Daniel Lambert weighed 56 stone, yet he was considered to be the fittest specimen of humanity, right up to his death at age 33 in The Waggon and Horses pub in Stamford in 1809. “It was impossible to behold his excessive corpulence without being astonished that he was not suffocated by such an accumulation of fat” (Haslam and Haslam, 2009). Perhaps some undiagnosed underlying condition was the cause of his premature demise?
The obesity paradox suggests that some individuals with heart failure or renal disease are somehow protected against mortality by their excess weight (Curtis et al, 2005), in the same way that an obese Victorian solicitor would consider that his expensive diet and lifestyle awarded him protection against cholera and tuberculosis.
Aung et al’s (2014; summarised alongside) data adds to the “fit but fat” debate, suggesting that metabolically healthy obese people have an increased risk of cardiovascular (CV) disease and diabetes, but so do metabolically unhealthy lean individuals. Their work builds on past findings that, while <30% of obese individuals may be metabolically healthy (Blüher, 2012; Hamer and Stamatakis, 2012), some 6.2% of women and 4.6% of men of normal weight have >3 features of the metabolic syndrome (Park et al, 2003).

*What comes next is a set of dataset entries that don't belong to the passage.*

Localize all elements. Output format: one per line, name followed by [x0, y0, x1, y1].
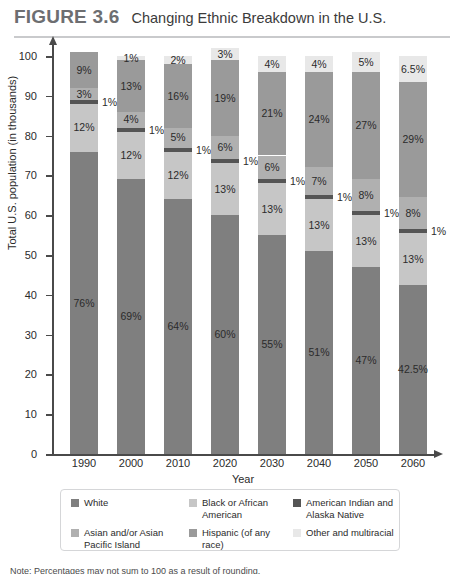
segment-2030-asian-and-or-asian-pacific-island[interactable]: 6% — [258, 156, 286, 180]
figure-container: FIGURE 3.6 Changing Ethnic Breakdown in … — [0, 0, 462, 574]
segment-value-label: 7% — [311, 176, 326, 187]
segment-2000-other-and-multiracial[interactable]: 1% — [117, 56, 145, 60]
segment-1990-black-or-african-american[interactable]: 12% — [70, 104, 98, 152]
header-divider — [14, 36, 450, 38]
segment-callout-label: 1% — [196, 144, 211, 156]
segment-2000-asian-and-or-asian-pacific-island[interactable]: 4% — [117, 112, 145, 128]
y-tick-label: 30 — [25, 329, 37, 341]
segment-2020-american-indian-and-alaska-native[interactable]: 1% — [211, 159, 239, 163]
segment-1990-hispanic-of-any-race[interactable]: 9% — [70, 52, 98, 88]
legend-grid: WhiteBlack or African AmericanAmerican I… — [71, 497, 389, 550]
figure-number: FIGURE 3.6 — [14, 6, 119, 28]
segment-2040-black-or-african-american[interactable]: 13% — [305, 199, 333, 251]
segment-2040-asian-and-or-asian-pacific-island[interactable]: 7% — [305, 167, 333, 195]
segment-2050-asian-and-or-asian-pacific-island[interactable]: 8% — [352, 179, 380, 211]
legend: WhiteBlack or African AmericanAmerican I… — [60, 489, 400, 551]
segment-2030-american-indian-and-alaska-native[interactable]: 1% — [258, 179, 286, 183]
y-axis-line — [52, 44, 54, 454]
segment-2010-asian-and-or-asian-pacific-island[interactable]: 5% — [164, 128, 192, 148]
segment-2040-other-and-multiracial[interactable]: 4% — [305, 56, 333, 72]
legend-label-hispanic: Hispanic (of any race) — [202, 527, 293, 550]
bar-2040[interactable]: 51%13%1%7%24%4% — [305, 44, 333, 454]
segment-2060-asian-and-or-asian-pacific-island[interactable]: 8% — [399, 197, 427, 229]
segment-2030-other-and-multiracial[interactable]: 4% — [258, 56, 286, 72]
segment-value-label: 13% — [355, 236, 376, 247]
segment-2010-white[interactable]: 64% — [164, 199, 192, 454]
segment-2020-hispanic-of-any-race[interactable]: 19% — [211, 60, 239, 136]
segment-2020-asian-and-or-asian-pacific-island[interactable]: 6% — [211, 136, 239, 160]
segment-value-label: 12% — [120, 150, 141, 161]
segment-2040-hispanic-of-any-race[interactable]: 24% — [305, 72, 333, 168]
segment-2050-white[interactable]: 47% — [352, 267, 380, 454]
x-tick-label-2000: 2000 — [119, 457, 143, 469]
segment-callout-label: 1% — [290, 175, 305, 187]
segment-2060-american-indian-and-alaska-native[interactable]: 1% — [399, 229, 427, 233]
bar-2050[interactable]: 47%13%1%8%27%5% — [352, 44, 380, 454]
segment-2020-white[interactable]: 60% — [211, 215, 239, 454]
legend-item-other[interactable]: Other and multiracial — [293, 527, 411, 550]
y-tick: 10 — [46, 414, 52, 416]
segment-value-label: 13% — [214, 184, 235, 195]
bar-2000[interactable]: 69%12%1%4%13%1% — [117, 44, 145, 454]
segment-2030-white[interactable]: 55% — [258, 235, 286, 454]
segment-value-label: 6% — [264, 162, 279, 173]
segment-2010-american-indian-and-alaska-native[interactable]: 1% — [164, 148, 192, 152]
x-tick-label-2030: 2030 — [260, 457, 284, 469]
x-tick-label-2060: 2060 — [401, 457, 425, 469]
legend-item-american-indian[interactable]: American Indian and Alaska Native — [293, 497, 411, 520]
y-tick-label: 80 — [25, 130, 37, 142]
legend-label-black: Black or African American — [202, 497, 293, 520]
segment-2000-black-or-african-american[interactable]: 12% — [117, 132, 145, 180]
segment-value-label: 27% — [355, 120, 376, 131]
legend-swatch-hispanic — [189, 529, 197, 537]
segment-2050-hispanic-of-any-race[interactable]: 27% — [352, 72, 380, 179]
segment-2060-other-and-multiracial[interactable]: 6.5% — [399, 56, 427, 82]
segment-2060-black-or-african-american[interactable]: 13% — [399, 233, 427, 285]
segment-2030-black-or-african-american[interactable]: 13% — [258, 183, 286, 235]
segment-2040-white[interactable]: 51% — [305, 251, 333, 454]
segment-1990-white[interactable]: 76% — [70, 152, 98, 454]
legend-item-black[interactable]: Black or African American — [189, 497, 293, 520]
figure-header: FIGURE 3.6 Changing Ethnic Breakdown in … — [14, 6, 450, 36]
segment-2000-american-indian-and-alaska-native[interactable]: 1% — [117, 128, 145, 132]
bar-2010[interactable]: 64%12%1%5%16%2% — [164, 44, 192, 454]
segment-callout-label: 1% — [149, 124, 164, 136]
plot-area: 0102030405060708090100 76%12%1%3%9%69%12… — [52, 44, 448, 466]
legend-item-white[interactable]: White — [71, 497, 189, 520]
segment-2060-hispanic-of-any-race[interactable]: 29% — [399, 82, 427, 197]
segment-value-label: 5% — [358, 57, 373, 68]
legend-label-white: White — [84, 497, 108, 509]
segment-2000-white[interactable]: 69% — [117, 179, 145, 454]
y-tick-label: 60 — [25, 209, 37, 221]
segment-2050-black-or-african-american[interactable]: 13% — [352, 215, 380, 267]
segment-1990-asian-and-or-asian-pacific-island[interactable]: 3% — [70, 88, 98, 100]
bar-2030[interactable]: 55%13%1%6%21%4% — [258, 44, 286, 454]
segment-value-label: 42.5% — [398, 364, 428, 375]
segment-value-label: 29% — [402, 134, 423, 145]
segment-2050-other-and-multiracial[interactable]: 5% — [352, 52, 380, 72]
y-tick: 30 — [46, 335, 52, 337]
legend-item-asian[interactable]: Asian and/or Asian Pacific Island — [71, 527, 189, 550]
y-tick: 20 — [46, 374, 52, 376]
segment-2050-american-indian-and-alaska-native[interactable]: 1% — [352, 211, 380, 215]
x-tick-label-2020: 2020 — [213, 457, 237, 469]
segment-1990-american-indian-and-alaska-native[interactable]: 1% — [70, 100, 98, 104]
segment-value-label: 1% — [123, 53, 138, 64]
segment-2040-american-indian-and-alaska-native[interactable]: 1% — [305, 195, 333, 199]
segment-2020-black-or-african-american[interactable]: 13% — [211, 163, 239, 215]
segment-2060-white[interactable]: 42.5% — [399, 285, 427, 454]
bar-2020[interactable]: 60%13%1%6%19%3% — [211, 44, 239, 454]
segment-value-label: 5% — [170, 132, 185, 143]
segment-2000-hispanic-of-any-race[interactable]: 13% — [117, 60, 145, 112]
bar-1990[interactable]: 76%12%1%3%9% — [70, 44, 98, 454]
segment-callout-label: 1% — [431, 225, 446, 237]
segment-2010-hispanic-of-any-race[interactable]: 16% — [164, 64, 192, 128]
legend-item-hispanic[interactable]: Hispanic (of any race) — [189, 527, 293, 550]
y-tick: 50 — [46, 255, 52, 257]
legend-label-other: Other and multiracial — [306, 527, 394, 539]
segment-2030-hispanic-of-any-race[interactable]: 21% — [258, 72, 286, 156]
segment-2010-black-or-african-american[interactable]: 12% — [164, 152, 192, 200]
bar-2060[interactable]: 42.5%13%1%8%29%6.5% — [399, 44, 427, 454]
segment-2020-other-and-multiracial[interactable]: 3% — [211, 48, 239, 60]
segment-2010-other-and-multiracial[interactable]: 2% — [164, 56, 192, 64]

These findings suggest that the “fat but fit” phenotype is, in a significant proportion of individuals, only a transient phenomenon prior to the emergence of illness – as in Daniel Lambert’s case. Thus, Aung et al do not suggest that obese individuals might be spared treatment, but rather that non-obese people who are metabolically unfit should be managed as if they were obese. For this reason, population-level screening for metabolic dysregulation is crucial.
I agree with Aung et al that screening for, and management of, metabolic disturbances should be routine in clinical practice. Despite this, some so-called “experts” in the UK have resisted calls for screening, placing hundreds of thousands of people at risk of avoidable vascular damage. After all, raised blood pressure and lipids are generally asymptomatic, as, very often, is diabetes.
Reasons for failure to introduce screening programmes in the UK have included not wanting to stigmatise people by labelling them as “diabetic”, or that the NHS can not afford to provide care for the 850 000 people with undiagnosed diabetes (Diabetes UK, 2012). It is unsurprising then that as many as 40% of people already have established microvascular complications at the time of diabetes diagnosis (Spijkerman et al, 2003). We can do more for these patients than allow them to remain unscreened and suffering unnecessary vascular damage.
To view the summaries of each paper, please download the PDF of this article.